Presdient Obama signed legislation last month to temporarily prevent a 12.2 percent Medicare payment cut scheduled to take effect Jan. 1. The freeze lasts until Feb. 28, during which Congress is expected to come up with a permanent solution to what some consider a flawed payment system.
Explore This Issue
January 2010On Oct. 30, the Centers for Medicare & Medicaid Services (CMS) issued its final 2010 Medicare physician payment rule. In it, the agency set the payment cut at 21.2 percent using the sustainable growth rate (SGR) formula set forth in federal statute.
The cut would have left physicians with few options, said Ronald B. Kuppersmith, MD, an otolaryngologist in College Station, Texas. “If you’re losing money seeing patients, then you have to either stop seeing those patients or you have to cut costs, which means that employees could lose jobs,” he said.
The American Medical Association (AMA) and state and specialty medical societies are pressing for an end to the SGR formula, which began in 1997. Under the formula, the payment update for a year is determined by comparing cumulative actual physician expenditures to cumulative target expenditures in the prior year. If actual spending exceeds the target, payment is cut. The AMA and other physician organizations argue that the methodology for establishing the target spending level does not adequately account for increased spending caused by technological innovation and Medicare benefit expansions. Congress has acted to temporarily prevent the reductions six times since 2003, but it has not changed the baseline for calculating target expenditures. According to AMA materials, “essentially, by temporarily stopping the SGR cuts through the approach of moving the cuts to future years, Congress has created an enormous ‘credit card’ debt that has no hope of being paid off unless the SGR debt burden is eliminated and the physician payment system is rebased.”
—J. James Rohack, MD
Physician have long warned that if the scheduled reduction were to take effect, more physicians would opt out of Medicare and TRICARE, the military health program that has the same payment rate as Medicare. “Access to care and choice of physician for seniors, baby boomers and military families is at serious risk, and Congress must fix the payment formula once and for all this year,” said AMA President J. James Rohack, MD.
House Bill Offers Clean Slate
Physician attempts to dismantle the SGR were set back when House leaders stripped Medicare payment provisions from the health system reform bill before its House passage on Nov. 7, 2009.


| Exercise instructions |
In the data below, locate each line with the word "panel" and list it.

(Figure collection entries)
=-=-=-=-=

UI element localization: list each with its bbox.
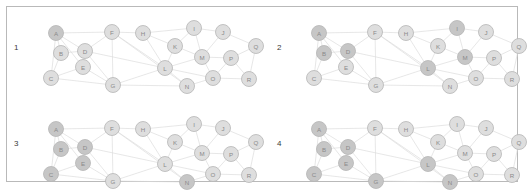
graph-node[interactable]: H <box>399 122 414 137</box>
graph-node[interactable]: R <box>505 168 520 183</box>
node-layer: ABCDEFGHIJKLMNOPQR <box>44 117 264 190</box>
node-label: L <box>426 161 430 168</box>
graph-node[interactable]: J <box>479 121 494 136</box>
graph-node[interactable]: K <box>168 135 183 150</box>
graph-node[interactable]: K <box>168 39 183 54</box>
node-label: H <box>141 126 145 133</box>
graph-node[interactable]: I <box>187 117 202 132</box>
node-label: O <box>211 75 216 82</box>
graph-node[interactable]: O <box>206 71 221 86</box>
graph-node[interactable]: E <box>76 60 91 75</box>
graph-node[interactable]: J <box>216 121 231 136</box>
graph-node[interactable]: F <box>105 121 120 136</box>
graph-node[interactable]: G <box>106 174 121 189</box>
graph-node[interactable]: I <box>187 21 202 36</box>
node-layer: ABCDEFGHIJKLMNOPQR <box>307 117 527 190</box>
node-label: P <box>229 55 233 62</box>
graph-node[interactable]: E <box>339 60 354 75</box>
graph-node[interactable]: F <box>105 25 120 40</box>
graph-node[interactable]: I <box>450 117 465 132</box>
graph-node[interactable]: J <box>479 25 494 40</box>
graph-node[interactable]: P <box>487 147 502 162</box>
node-label: G <box>374 178 379 185</box>
panel-1: 1 ABCDEFGHIJKLMNOPQR <box>14 6 264 98</box>
graph-node[interactable]: G <box>106 78 121 93</box>
graph-node[interactable]: C <box>44 167 59 182</box>
graph-node[interactable]: O <box>469 71 484 86</box>
graph-4: ABCDEFGHIJKLMNOPQR <box>277 102 527 194</box>
graph-node[interactable]: Q <box>512 135 527 150</box>
graph-node[interactable]: M <box>458 50 473 65</box>
graph-node[interactable]: C <box>307 71 322 86</box>
graph-node[interactable]: B <box>54 142 69 157</box>
graph-node[interactable]: E <box>339 156 354 171</box>
graph-node[interactable]: M <box>195 146 210 161</box>
graph-node[interactable]: R <box>505 72 520 87</box>
graph-node[interactable]: B <box>54 46 69 61</box>
graph-node[interactable]: I <box>450 21 465 36</box>
graph-edge <box>113 85 187 86</box>
graph-edge <box>319 128 375 129</box>
graph-node[interactable]: D <box>341 140 356 155</box>
graph-node[interactable]: K <box>431 135 446 150</box>
node-label: B <box>59 50 63 57</box>
graph-node[interactable]: Q <box>249 135 264 150</box>
graph-node[interactable]: G <box>369 174 384 189</box>
graph-edge <box>113 164 165 181</box>
graph-node[interactable]: P <box>224 147 239 162</box>
graph-node[interactable]: O <box>206 167 221 182</box>
graph-node[interactable]: F <box>368 25 383 40</box>
graph-node[interactable]: M <box>195 50 210 65</box>
graph-node[interactable]: L <box>158 61 173 76</box>
graph-node[interactable]: E <box>76 156 91 171</box>
graph-node[interactable]: H <box>136 122 151 137</box>
node-label: E <box>81 64 85 71</box>
graph-node[interactable]: B <box>317 142 332 157</box>
graph-node[interactable]: R <box>242 168 257 183</box>
graph-node[interactable]: C <box>307 167 322 182</box>
node-label: C <box>49 75 54 82</box>
graph-node[interactable]: Q <box>512 39 527 54</box>
graph-node[interactable]: J <box>216 25 231 40</box>
graph-node[interactable]: N <box>180 175 195 190</box>
graph-node[interactable]: H <box>399 26 414 41</box>
graph-node[interactable]: L <box>421 61 436 76</box>
graph-node[interactable]: N <box>443 79 458 94</box>
graph-node[interactable]: A <box>49 122 64 137</box>
graph-node[interactable]: B <box>317 46 332 61</box>
node-label: G <box>374 82 379 89</box>
graph-edge <box>376 85 450 86</box>
node-label: P <box>492 55 496 62</box>
node-label: P <box>492 151 496 158</box>
graph-node[interactable]: H <box>136 26 151 41</box>
graph-node[interactable]: A <box>49 26 64 41</box>
graph-node[interactable]: G <box>369 78 384 93</box>
graph-node[interactable]: L <box>421 157 436 172</box>
graph-node[interactable]: L <box>158 157 173 172</box>
graph-node[interactable]: K <box>431 39 446 54</box>
node-label: F <box>373 29 377 36</box>
graph-node[interactable]: F <box>368 121 383 136</box>
graph-node[interactable]: O <box>469 167 484 182</box>
graph-node[interactable]: D <box>78 44 93 59</box>
node-label: Q <box>517 139 522 146</box>
node-label: M <box>462 54 467 61</box>
graph-node[interactable]: R <box>242 72 257 87</box>
graph-node[interactable]: A <box>312 26 327 41</box>
graph-node[interactable]: D <box>78 140 93 155</box>
graph-node[interactable]: A <box>312 122 327 137</box>
graph-node[interactable]: C <box>44 71 59 86</box>
graph-node[interactable]: P <box>224 51 239 66</box>
node-label: B <box>59 146 63 153</box>
graph-node[interactable]: M <box>458 146 473 161</box>
graph-edge <box>56 32 112 33</box>
graph-node[interactable]: D <box>341 44 356 59</box>
graph-node[interactable]: N <box>180 79 195 94</box>
graph-node[interactable]: Q <box>249 39 264 54</box>
graph-node[interactable]: N <box>443 175 458 190</box>
panel-3: 3 ABCDEFGHIJKLMNOPQR <box>14 102 264 194</box>
graph-node[interactable]: P <box>487 51 502 66</box>
node-label: R <box>510 76 515 83</box>
node-label: G <box>111 82 116 89</box>
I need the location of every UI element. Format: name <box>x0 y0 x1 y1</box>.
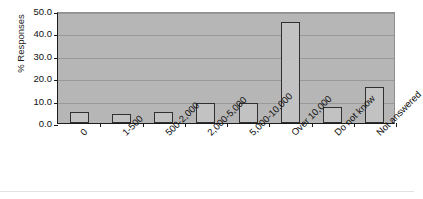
bar <box>70 112 89 123</box>
x-axis-tick-labels: 01-500500-2,0002,000-5,0005,000-10,000Ov… <box>57 124 395 199</box>
page-artifact-line <box>0 191 414 192</box>
bar <box>323 107 342 123</box>
y-tick-label: 10.0 <box>18 96 52 107</box>
y-tick-label: 0.0 <box>18 118 52 129</box>
y-axis-tick-labels: 50.040.030.020.010.00.0 <box>12 0 52 199</box>
x-tick-mark <box>396 123 397 127</box>
y-tick-label: 30.0 <box>18 51 52 62</box>
y-tick-label: 50.0 <box>18 6 52 17</box>
y-tick-label: 40.0 <box>18 28 52 39</box>
x-tick-label: 0 <box>78 126 90 138</box>
y-tick-label: 20.0 <box>18 73 52 84</box>
bars-container <box>58 13 394 123</box>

=-=-=-=-=

| Reply to the task |
panel-1: 1 ABCDEFGHIJKLMNOPQR <box>14 6 264 98</box>
panel-3: 3 ABCDEFGHIJKLMNOPQR <box>14 102 264 194</box>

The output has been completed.